Problem: Copy the entire listing, down to the final line, exactly.

Raw data:
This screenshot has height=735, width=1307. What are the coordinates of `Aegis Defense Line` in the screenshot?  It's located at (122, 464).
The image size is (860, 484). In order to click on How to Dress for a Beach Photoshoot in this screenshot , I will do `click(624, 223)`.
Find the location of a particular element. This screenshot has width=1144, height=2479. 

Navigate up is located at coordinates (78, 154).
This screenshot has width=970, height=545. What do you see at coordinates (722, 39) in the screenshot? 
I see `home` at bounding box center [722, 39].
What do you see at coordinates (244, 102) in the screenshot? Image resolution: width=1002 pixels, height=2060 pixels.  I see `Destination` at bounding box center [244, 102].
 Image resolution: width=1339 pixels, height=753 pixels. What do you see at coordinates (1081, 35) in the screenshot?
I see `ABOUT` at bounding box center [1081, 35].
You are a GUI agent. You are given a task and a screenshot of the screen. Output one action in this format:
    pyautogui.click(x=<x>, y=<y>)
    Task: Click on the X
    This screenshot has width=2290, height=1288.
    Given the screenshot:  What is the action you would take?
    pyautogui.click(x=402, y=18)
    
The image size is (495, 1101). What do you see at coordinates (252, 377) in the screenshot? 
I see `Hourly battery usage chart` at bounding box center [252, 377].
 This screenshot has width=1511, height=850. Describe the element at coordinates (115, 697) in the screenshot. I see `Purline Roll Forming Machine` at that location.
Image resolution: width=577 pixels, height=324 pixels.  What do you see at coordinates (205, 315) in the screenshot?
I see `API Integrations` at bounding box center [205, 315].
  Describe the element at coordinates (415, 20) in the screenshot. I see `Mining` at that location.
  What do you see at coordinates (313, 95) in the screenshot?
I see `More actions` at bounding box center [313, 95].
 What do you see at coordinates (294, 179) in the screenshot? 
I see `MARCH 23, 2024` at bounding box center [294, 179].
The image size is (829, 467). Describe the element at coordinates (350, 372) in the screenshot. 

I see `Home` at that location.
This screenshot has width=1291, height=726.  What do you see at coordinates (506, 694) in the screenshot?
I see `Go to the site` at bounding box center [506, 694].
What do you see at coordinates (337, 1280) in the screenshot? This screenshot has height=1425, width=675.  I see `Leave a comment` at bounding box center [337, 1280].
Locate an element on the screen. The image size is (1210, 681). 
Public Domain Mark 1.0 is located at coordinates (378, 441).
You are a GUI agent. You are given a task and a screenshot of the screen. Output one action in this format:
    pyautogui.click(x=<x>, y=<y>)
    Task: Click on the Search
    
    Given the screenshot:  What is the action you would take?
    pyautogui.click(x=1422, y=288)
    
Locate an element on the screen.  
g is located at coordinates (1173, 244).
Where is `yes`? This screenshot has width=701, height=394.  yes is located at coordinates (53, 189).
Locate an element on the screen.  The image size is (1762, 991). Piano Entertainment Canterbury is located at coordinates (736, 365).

Result below:
This screenshot has height=735, width=1307. What are the coordinates of `Aegis Defense Line` in the screenshot?  It's located at (122, 464).
The image size is (860, 484). In order to click on How to Dress for a Beach Photoshoot in this screenshot , I will do `click(624, 223)`.
Find the location of a particular element. This screenshot has width=1144, height=2479. 

Navigate up is located at coordinates (78, 154).
This screenshot has width=970, height=545. What do you see at coordinates (722, 39) in the screenshot? 
I see `home` at bounding box center [722, 39].
What do you see at coordinates (244, 102) in the screenshot? Image resolution: width=1002 pixels, height=2060 pixels.  I see `Destination` at bounding box center [244, 102].
 Image resolution: width=1339 pixels, height=753 pixels. What do you see at coordinates (1081, 35) in the screenshot?
I see `ABOUT` at bounding box center [1081, 35].
You are a GUI agent. You are given a task and a screenshot of the screen. Output one action in this format:
    pyautogui.click(x=<x>, y=<y>)
    Task: Click on the X
    This screenshot has width=2290, height=1288.
    Given the screenshot:  What is the action you would take?
    pyautogui.click(x=402, y=18)
    
The image size is (495, 1101). What do you see at coordinates (252, 377) in the screenshot? 
I see `Hourly battery usage chart` at bounding box center [252, 377].
 This screenshot has width=1511, height=850. Describe the element at coordinates (115, 697) in the screenshot. I see `Purline Roll Forming Machine` at that location.
Image resolution: width=577 pixels, height=324 pixels.  What do you see at coordinates (205, 315) in the screenshot?
I see `API Integrations` at bounding box center [205, 315].
  Describe the element at coordinates (415, 20) in the screenshot. I see `Mining` at that location.
  What do you see at coordinates (313, 95) in the screenshot?
I see `More actions` at bounding box center [313, 95].
 What do you see at coordinates (294, 179) in the screenshot? 
I see `MARCH 23, 2024` at bounding box center [294, 179].
The image size is (829, 467). Describe the element at coordinates (350, 372) in the screenshot. 

I see `Home` at that location.
This screenshot has width=1291, height=726.  What do you see at coordinates (506, 694) in the screenshot?
I see `Go to the site` at bounding box center [506, 694].
What do you see at coordinates (337, 1280) in the screenshot? This screenshot has height=1425, width=675.  I see `Leave a comment` at bounding box center [337, 1280].
Locate an element on the screen. The image size is (1210, 681). 
Public Domain Mark 1.0 is located at coordinates (378, 441).
You are a GUI agent. You are given a task and a screenshot of the screen. Output one action in this format:
    pyautogui.click(x=<x>, y=<y>)
    Task: Click on the Search
    
    Given the screenshot:  What is the action you would take?
    pyautogui.click(x=1422, y=288)
    
Locate an element on the screen.  
g is located at coordinates (1173, 244).
Where is `yes`? This screenshot has width=701, height=394.  yes is located at coordinates (53, 189).
Locate an element on the screen.  The image size is (1762, 991). Piano Entertainment Canterbury is located at coordinates (736, 365).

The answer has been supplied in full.